How are devices paired securely?¶
With no pre-shared secret. Pairing combines a short-lived, operator-visible code with a fresh asymmetric key the device generates itself. The code is useless without explicit operator approval, and the device's private key never leaves the device — it becomes the permanent trust anchor and is valid only on that cluster. Per-serial lockouts and rate limits defeat brute force and enumeration, and the credential bundle is delivered atomically, so pairing either completes fully or leaves the device cleanly un-provisioned.
Is device traffic exposed to the internet?¶
No. Devices accept no inbound connections and hold no public address, so there's no listening port or exposed service to reach from the internet. Device traffic — control, native GUI, telemetry, and media preview — travels only inside the encrypted reverse channel the device opened to its cluster. Even a device's own web GUI is reachable solely through that tunnel and only to RG-authorized users, so the device's zero-inbound posture is preserved end to end.
Can it show live video from a camera or encoder?¶
For media-capable devices, yes. An operator can view low-latency live video in the browser with no extra connection to the device: preview reuses the device's existing control tunnel, a cluster-side media relay ingests the device's native stream and republishes it as WHEP, and the browser renders it over WebRTC. It inherits the device's tenant scope and permissions, adds no inbound exposure, and follows the device on node failover. Devices without a media stream simply don't use this path.
What deployment options are available?¶
Three orthogonal dimensions you combine freely: hosting (cloud-hosted or on-premises), connectivity (connected or air-gapped), and tenancy (shared or private). Any combination is valid — for example an on-premises, air-gapped, private cluster, or a cloud-hosted, connected, shared one. One organization can run several combinations at once under the same identities and permission model, so hosting, security posture, and customer separation are each chosen independently for their own reasons.
How much does RemoteGenius cost?¶
Pricing has two parts: a per-managed-device subscription and, when you use RemoteGenius-provided cloud, the underlying cloud infrastructure cost. The per-device subscription scales with the number of devices you manage, and on-premises or air-gapped deployments change the infrastructure component because you host the cluster yourself. For a current quote against your device count and deployment model, contact RemoteGenius — the exact figures depend on scale and hosting choices.

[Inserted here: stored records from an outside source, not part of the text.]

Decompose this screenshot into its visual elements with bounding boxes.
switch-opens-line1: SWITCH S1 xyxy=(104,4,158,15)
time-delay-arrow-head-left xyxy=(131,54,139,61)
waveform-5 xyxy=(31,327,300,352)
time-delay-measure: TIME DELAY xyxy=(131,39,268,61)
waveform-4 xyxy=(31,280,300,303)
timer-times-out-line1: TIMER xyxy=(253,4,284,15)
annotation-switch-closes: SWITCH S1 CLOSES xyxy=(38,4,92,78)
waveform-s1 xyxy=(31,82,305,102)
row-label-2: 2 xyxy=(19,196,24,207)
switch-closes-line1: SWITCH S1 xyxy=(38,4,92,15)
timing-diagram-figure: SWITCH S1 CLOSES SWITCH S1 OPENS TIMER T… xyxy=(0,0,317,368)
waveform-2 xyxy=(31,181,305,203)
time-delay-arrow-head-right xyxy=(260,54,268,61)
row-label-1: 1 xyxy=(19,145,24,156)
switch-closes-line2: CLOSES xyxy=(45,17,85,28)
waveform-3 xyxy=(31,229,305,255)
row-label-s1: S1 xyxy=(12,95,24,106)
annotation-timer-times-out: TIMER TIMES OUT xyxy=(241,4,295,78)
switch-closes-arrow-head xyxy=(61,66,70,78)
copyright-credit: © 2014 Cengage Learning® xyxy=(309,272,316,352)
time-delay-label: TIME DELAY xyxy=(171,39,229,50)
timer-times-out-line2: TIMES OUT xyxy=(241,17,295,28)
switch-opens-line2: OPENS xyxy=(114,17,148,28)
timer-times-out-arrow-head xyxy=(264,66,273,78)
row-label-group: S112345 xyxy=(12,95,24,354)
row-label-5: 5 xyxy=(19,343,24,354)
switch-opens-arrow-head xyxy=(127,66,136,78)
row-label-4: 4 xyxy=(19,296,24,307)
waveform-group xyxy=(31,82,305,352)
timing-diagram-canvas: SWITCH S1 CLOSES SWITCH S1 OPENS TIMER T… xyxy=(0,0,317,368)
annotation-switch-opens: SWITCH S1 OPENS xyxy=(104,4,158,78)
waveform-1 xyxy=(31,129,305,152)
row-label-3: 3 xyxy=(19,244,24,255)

Does it work with legacy hardware?¶
Yes — legacy hardware is a core use case. Devices don't need any agent or SDK compiled into their firmware. An adapter speaks whatever native API the device already has, tunneled native GUI access reaches its existing web dashboard for anything the API doesn't cover, and hardware with neither is fronted by an appliance bridge over Ethernet. This is the main difference from cloud-IoT platforms that require devices to be built on their SDK: RG meets aging hardware where it is.